A no-time-limit free tier from Oracle Cloud Infrastructure (OCI) that includes 2 AMD E2.1.Micro VMs (1 GB RAM each), up to 4 ARM Ampere A1 VMs sharing 4 OCPU and 24 GB RAM, 200 GB of block storage, 10 TB monthly outbound transfer, 2 autonomous databases, a load balancer, and more. Unlike AWS Free Tier (12 months) or Azure Free (12 months), OCI Always Free does not expire.

How do I get an Oracle Cloud free tier account in 2026?

Sign up at cloud.oracle.com with a personal email. Oracle requires a payment card for identity verification, but it is not charged on the Always Free tier. Pick a home region close to your users (Frankfurt, Ashburn, and Phoenix tend to have the most ARM capacity). Verification takes a few minutes to a few hours.

Oracle Cloud free tier vs AWS free tier, which is better in 2026?

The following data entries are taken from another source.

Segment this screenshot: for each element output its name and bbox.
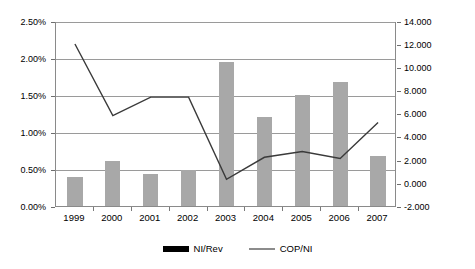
right-axis-tick-label: 14.000 [404, 18, 464, 27]
chart-legend: NI/Rev COP/NI [0, 243, 475, 254]
left-axis-tick-label: 0.00% [0, 203, 46, 212]
x-axis-tick [93, 207, 94, 211]
right-axis-tick-label: -2.000 [404, 203, 464, 212]
right-axis-tick-label: 6.000 [404, 110, 464, 119]
x-axis-tick-label: 2007 [357, 213, 397, 223]
cop-ni-polyline [75, 44, 378, 179]
right-axis-tick [397, 207, 401, 208]
left-axis-tick-label: 2.50% [0, 18, 46, 27]
left-axis-tick-label: 0.50% [0, 166, 46, 175]
x-axis-tick-label: 2002 [168, 213, 208, 223]
left-axis-tick [51, 207, 55, 208]
right-axis-tick [397, 161, 401, 162]
x-axis-tick [169, 207, 170, 211]
x-axis-tick-label: 2003 [206, 213, 246, 223]
right-axis-tick [397, 184, 401, 185]
chart-container: 2.50% 2.00% 1.50% 1.00% 0.50% 0.00% 14.0… [0, 0, 475, 269]
left-axis-tick-label: 2.00% [0, 55, 46, 64]
right-axis-tick-label: 8.000 [404, 87, 464, 96]
right-axis-tick [397, 22, 401, 23]
x-axis-tick [282, 207, 283, 211]
left-axis-tick-label: 1.00% [0, 129, 46, 138]
x-axis-tick [207, 207, 208, 211]
right-axis-tick-label: 2.000 [404, 157, 464, 166]
legend-item-ni-rev: NI/Rev [163, 243, 223, 254]
left-axis-tick-label: 1.50% [0, 92, 46, 101]
x-axis-tick-label: 2006 [319, 213, 359, 223]
legend-label: NI/Rev [194, 243, 223, 254]
x-axis-tick [131, 207, 132, 211]
line-series-cop-ni [56, 22, 397, 207]
right-axis-tick [397, 45, 401, 46]
legend-item-cop-ni: COP/NI [249, 243, 313, 254]
legend-swatch-bar-icon [163, 246, 189, 252]
x-axis-tick-label: 1999 [54, 213, 94, 223]
legend-swatch-line-icon [249, 248, 275, 250]
x-axis-tick-label: 2000 [92, 213, 132, 223]
x-axis-tick-label: 2001 [130, 213, 170, 223]
x-axis-tick [320, 207, 321, 211]
right-axis-tick [397, 114, 401, 115]
x-axis-tick-label: 2005 [281, 213, 321, 223]
x-axis-tick [358, 207, 359, 211]
plot-area [55, 22, 396, 207]
right-axis-tick-label: 10.000 [404, 64, 464, 73]
right-axis-tick [397, 91, 401, 92]
right-axis-tick-label: 4.000 [404, 133, 464, 142]
right-axis-tick-label: 0.000 [404, 180, 464, 189]
right-axis-tick [397, 68, 401, 69]
x-axis-tick-label: 2004 [243, 213, 283, 223]
right-axis-tick-label: 12.000 [404, 41, 464, 50]
x-axis-tick [244, 207, 245, 211]
legend-label: COP/NI [280, 243, 313, 254]
right-axis-tick [397, 137, 401, 138]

OCI Always Free is significantly more generous and does not expire. AWS Free Tier gives 750 hours/month of a t4g.small (2 vCPU, 2 GB RAM) for 12 months only, then bills you. OCI gives you 4 ARM cores and 24 GB RAM forever, plus 200 GB of storage and 10 TB of egress. For long-term side projects, OCI is the clear winner.

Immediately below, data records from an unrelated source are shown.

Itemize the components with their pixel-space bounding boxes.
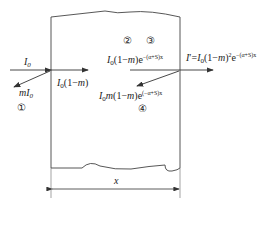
internal-reflected-arrow [137,71,179,86]
before-exit-label: I0(1−m)e−(α+S)x [107,54,163,67]
internal-reflected-label: I0m(1−m)e(−α+S)x [99,90,162,103]
reflected-label: mI0 [19,88,33,100]
marker-1: ① [17,103,26,113]
transmitted-label: I′=I0(1−m)2e−(α+S)x [186,52,256,65]
incident-label: I0 [24,57,31,69]
entering-label: I0(1−m) [57,78,88,90]
marker-3: ③ [146,36,155,46]
marker-4: ④ [138,104,147,114]
reflected-arrow [14,71,50,87]
marker-2: ② [123,36,132,46]
thickness-label: x [114,176,118,186]
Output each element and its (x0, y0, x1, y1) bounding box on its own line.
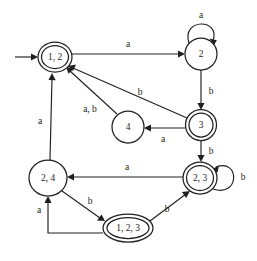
start-arrow (15, 53, 38, 60)
edge-label-ab: a, b (83, 104, 97, 114)
edge-s12-to-s2: a (72, 39, 185, 57)
edge-arrow-head (144, 124, 151, 131)
edge-label-b: b (241, 172, 246, 182)
edge-label-b: b (165, 204, 170, 214)
automaton-diagram-canvas: 2 --> a a 3 --> b 4 --> a 1,2 --> (0, 0, 257, 261)
edge-s4-to-s12: a, b (66, 67, 117, 114)
state-node-2-3[interactable]: 2, 3 (183, 162, 217, 194)
edge-label-b: b (209, 86, 214, 96)
edge-line (50, 78, 52, 160)
state-label: 2, 3 (193, 173, 208, 183)
edge-s3-to-s23: b (197, 141, 213, 162)
edge-label-a: a (37, 205, 42, 215)
edge-arrow-head (197, 155, 204, 162)
state-label: 1, 2, 3 (116, 223, 140, 233)
state-node-3[interactable]: 3 (186, 110, 217, 141)
edge-label-b: b (88, 196, 93, 206)
state-label: 1, 2 (48, 52, 63, 62)
state-node-4[interactable]: 4 (112, 111, 144, 143)
edge-arrow-head (97, 215, 105, 221)
state-node-1-2-3[interactable]: 1, 2, 3 (103, 214, 153, 242)
edge-label-a: a (199, 10, 204, 20)
start-arrow-head (31, 53, 38, 60)
edge-label-a: a (126, 39, 131, 49)
state-label: 2 (199, 49, 204, 59)
edge-label-a: a (161, 134, 166, 144)
edge-arrow-head (178, 50, 185, 57)
edge-s123-to-s23: b (150, 191, 190, 221)
edge-label-b: b (138, 87, 143, 97)
edge-arrow-head (49, 73, 56, 80)
edge-s2-to-s3: b (197, 70, 213, 110)
edge-s24-to-s123: b (62, 191, 105, 221)
edge-line (48, 201, 103, 233)
state-node-1-2[interactable]: 1, 2 (38, 42, 72, 72)
edge-s23-to-s24: a (67, 162, 183, 180)
automaton-svg: 2 --> a a 3 --> b 4 --> a 1,2 --> (0, 0, 257, 261)
state-node-2[interactable]: 2 (185, 38, 217, 70)
edge-s123-to-s24: a (37, 196, 103, 233)
edge-arrow-head (44, 196, 51, 203)
state-node-2-4[interactable]: 2, 4 (29, 160, 67, 196)
edge-arrow-head (67, 173, 74, 180)
edge-s24-to-s12: a (38, 73, 56, 160)
state-label: 2, 4 (41, 173, 56, 183)
state-label: 4 (126, 122, 131, 132)
edge-label-a: a (38, 116, 43, 126)
edge-label-b: b (209, 146, 214, 156)
state-label: 3 (199, 120, 204, 130)
edge-s3-to-s4: a (144, 124, 185, 144)
edge-label-a: a (125, 162, 130, 172)
edge-line (62, 191, 100, 218)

Oracle Cloud free tier vs Hetzner, which to pick?

Hetzner has the best paid budget VPS in the market (a CAX21 ARM box with 4 cores, 8 GB RAM, 80 GB disk, 20 TB egress is around $8/mo). If your budget is $0, OCI is the only option. If your budget is $8 and you want a simpler control panel and zero capacity headaches, Hetzner wins. Many indie hackers run both: OCI for free background work, Hetzner for production.

Will Oracle reclaim my free instance if it sits idle?

On the pure Always Free tier, yes. If CPU, memory, and network all stay below 20% for 7 consecutive days, the instance gets reclaimed. The workaround is to upgrade your account to Pay As You Go (no upfront payment, just attach a card). Pay-As-You-Go accounts are not subject to idle reclamation.

Why do I keep getting “out of capacity” errors when provisioning ARM?

ARM Ampere A1 demand exceeds free supply in most regions. Free-tier accounts have the lowest provisioning priority. The reliable fix is the same: upgrade to Pay-As-You-Go (free, just a card). Commercial accounts get priority allocation, and once you have the instance you can stay within Always Free limits and pay $0.

Do I need a credit card to sign up?

Yes. Oracle requires a card for identity verification on both Always Free and Pay-As-You-Go accounts. It is not charged as long as you stay within Always Free limits and avoid paid services. Set a $1 budget alert to catch any accidental over-provisioning.

What is the Ampere A1 architecture?

Ampere Altra is a 64-bit ARMv8.2 server CPU built by Ampere Computing. OCI’s A1 shape lets you slice up to 4 cores from this chip into one or more VMs. It is the same Neoverse N1 core family used in AWS Graviton2 and Azure Cobalt, so most modern software (Node.js, Python, Go, Java, PostgreSQL, Redis, NGINX, Docker, Kubernetes) runs natively on it without changes.

Can I run production workloads on the OCI free tier?

Yes, with caveats. The hardware is real, fast, and stable. The trade-offs: no SLA on free resources, occasional capacity issues in popular regions, and you are sharing a multi-tenant ARM pool. For side projects, MVPs, dev environments, CI runners, personal infrastructure, and indie SaaS in the early stages, it is fine. For revenue-critical production, keep a paid backup instance (Hetzner or a paid OCI box) and use the free tier for staging and tooling.